Affiliated Faculty

Mahesh Srinivasan

Associate Professor
Psychology
My research focuses on linguistic and cognitive development, and I also study social cognitive development across different cultural contexts. My research on language and cognition spans topics such as word learning, lexical semantics, pragmatics, linguistic relativity, historical semantic change and cross-linguistic typology. My research in social cognitive development focuses on intergroup attitudes, social norms, moral reasoning, and religious cognition.

Clare Talwalker

Lecturer
International and Area Studies
Global Poverty and Practice

Clare Talwalker is a continuing lecturer in Global Studies and Political Economy, and also core faculty of the Global Poverty and Practice Minor. Trained in cultural anthropology, her research focuses on India, social inequalities, the modern public sphere, and postcoloniality. She has also written about student engagement in aid and anti-poverty work. She offers classes on global poverty and practice, political economy, economic anthropology, and India. Talwalker grew up in Mumbai, India. She earned her B.A. at Dartmouth College and her Ph.D. at Duke University.

Stacey Van Vleet

Assistant Professor
History

I am a historian of Tibet and Inner Asia. My research and teaching are concerned with the place of Tibet in regional and global histories, and with how Tibetan historiography - and relatedly, that of contemporary states including China, India, Nepal, Bhutan, Mongolia, and Russia - has been shaped by modern transformations in knowledge, economy, culture, and governance.

My book in progress, The World the Medicine Buddha Built: Tibetan Medical Technologies and Infrastructure in Qing Inner Asia, examines the rise of a vast network of Tibetan medical institutions across...

Alexander von Rospatt

Professor
South and Southeast Asian Studies

Alexander von Rospatt is Professor for Buddhist and South Asian Studies, and Director of the Group in Buddhist Studies. He specializes in the doctrinal history of Indian Buddhism, and in Newar Buddhism, the only Indic Mahayana tradition that continues to persist in its original South Asian setting (in the Kathmandu Valley) right to the present. His first book sets forth the development and early history of the Buddhist doctrine of momentariness. His new book “The Svayambhu Caitya and its Renovations” deals with the historical renovations of the Svayambhū Stupa of Kathmandu. Based on Newar...

Julie Rodrigues Widholm

Executive Director
Berkeley Art Museum and Pacific Film Archive

Darren Zook

Lecturer
Political Science

Darren C. Zook teaches in Political Science and International and Area Studies. His research interests include human rights, comparative Asian politics, international law, and the proliferation of weapons of mass destruction. He is currently at work on a book-length manuscript on the legal and political dimensions of decolonization and its legacy for global politics.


- [The problem] Copy out each line of the data that contains "Quicklinks".

- [Records for the task]
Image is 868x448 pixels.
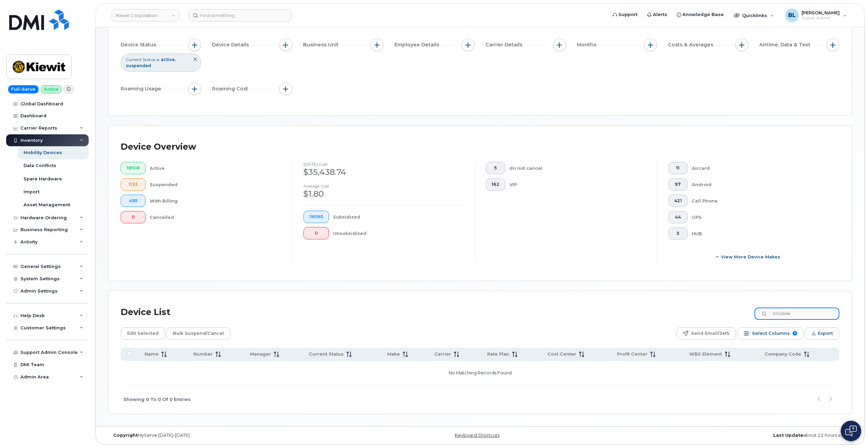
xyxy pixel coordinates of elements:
h4: [DATE] cost [303,162,464,166]
span: Roaming Usage [121,86,163,92]
p: No Matching Records Found [123,363,836,382]
span: BL [788,12,795,19]
span: Number [193,351,213,357]
span: 5 [492,165,500,171]
span: 3 [674,230,681,236]
span: Cost Center [547,351,576,357]
button: 162 [486,178,505,190]
button: Bulk Suspend/Cancel [166,327,230,339]
span: Send Email/SMS [691,328,729,338]
div: $35,438.74 [303,166,464,178]
span: Employee Details [395,41,441,49]
span: Device Status [121,41,158,49]
span: Carrier Details [485,41,524,49]
button: 44 [668,211,687,224]
span: Carrier [434,351,451,357]
div: Quicklinks [729,9,779,22]
button: 0 [121,211,146,224]
div: Aircard [691,162,828,174]
div: Subsidized [333,211,464,223]
div: Brandon Lam [781,9,851,22]
span: Current Status [309,351,343,357]
span: 19090 [309,214,323,220]
button: 11 [668,162,687,174]
button: 0 [303,227,329,239]
span: Profit Center [617,351,647,357]
img: Open chat [845,426,856,436]
a: Support [608,8,642,21]
span: 1133 [126,182,140,187]
span: Name [145,351,158,357]
div: Cell Phone [691,194,828,207]
button: 421 [668,194,687,207]
span: View More Device Makes [721,254,781,260]
span: 97 [674,182,681,187]
button: 495 [121,194,146,207]
span: Alerts [652,12,667,18]
button: 18508 [121,162,146,174]
input: Find something... [189,9,292,21]
span: WBS Element [689,351,722,357]
span: Make [387,351,399,357]
span: Manager [250,351,271,357]
div: Device List [121,303,170,321]
div: Active [150,162,282,174]
span: Bulk Suspend/Cancel [173,328,224,338]
span: Quicklinks [742,13,767,18]
div: HUB [691,227,828,239]
button: 5 [486,162,505,174]
a: Kiewit Corporation [112,9,180,21]
h4: Average cost [303,184,464,189]
span: Company Code [764,351,801,357]
div: With Billing [150,194,282,207]
div: VIP [509,178,646,190]
div: Cancelled [150,211,282,224]
span: 421 [674,198,681,203]
div: GPS [691,211,828,224]
span: Airtime, Data & Text [759,41,813,49]
span: Business Unit [303,41,340,49]
span: suspended [125,63,151,68]
button: 97 [668,178,687,190]
span: 495 [126,198,140,203]
button: Send Email/SMS [677,327,736,339]
span: Super Admin [801,16,840,20]
strong: Last Update [773,432,803,437]
span: Export [817,328,833,338]
div: Suspended [150,178,282,190]
div: MyServe [DATE]–[DATE] [108,432,356,438]
span: 11 [674,165,681,171]
span: active [160,57,176,62]
span: [PERSON_NAME] [801,10,840,16]
span: 44 [674,215,681,220]
span: 9 [792,330,797,335]
button: 1133 [121,178,146,190]
div: Device Overview [121,138,196,155]
div: Unsubsidized [333,227,464,239]
strong: Copyright [113,432,138,437]
span: 162 [492,182,500,187]
span: Costs & Averages [668,41,715,49]
span: 0 [126,215,140,220]
div: Android [691,178,828,190]
button: Edit Selected [121,327,165,339]
div: $1.80 [303,189,464,199]
span: Roaming Cost [212,86,250,92]
span: Knowledge Base [682,12,723,18]
button: Select Columns 9 [737,327,803,339]
a: Knowledge Base [672,8,728,21]
button: 19090 [303,211,329,223]
button: Export [805,327,839,339]
span: Select Columns [751,328,789,338]
div: about 22 hours ago [604,432,851,438]
input: Search Device List ... [754,307,839,320]
button: 3 [668,227,687,239]
span: Edit Selected [127,328,158,338]
span: Rate Plan [487,351,509,357]
span: Months [576,41,598,49]
button: View More Device Makes [668,251,828,262]
span: Device Details [212,41,251,49]
span: Current Status [125,56,156,62]
a: Alerts [642,8,672,21]
span: 18508 [126,165,140,171]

- [Written answer]
div: Quicklinks [729,9,779,22]
span: Quicklinks [742,13,767,18]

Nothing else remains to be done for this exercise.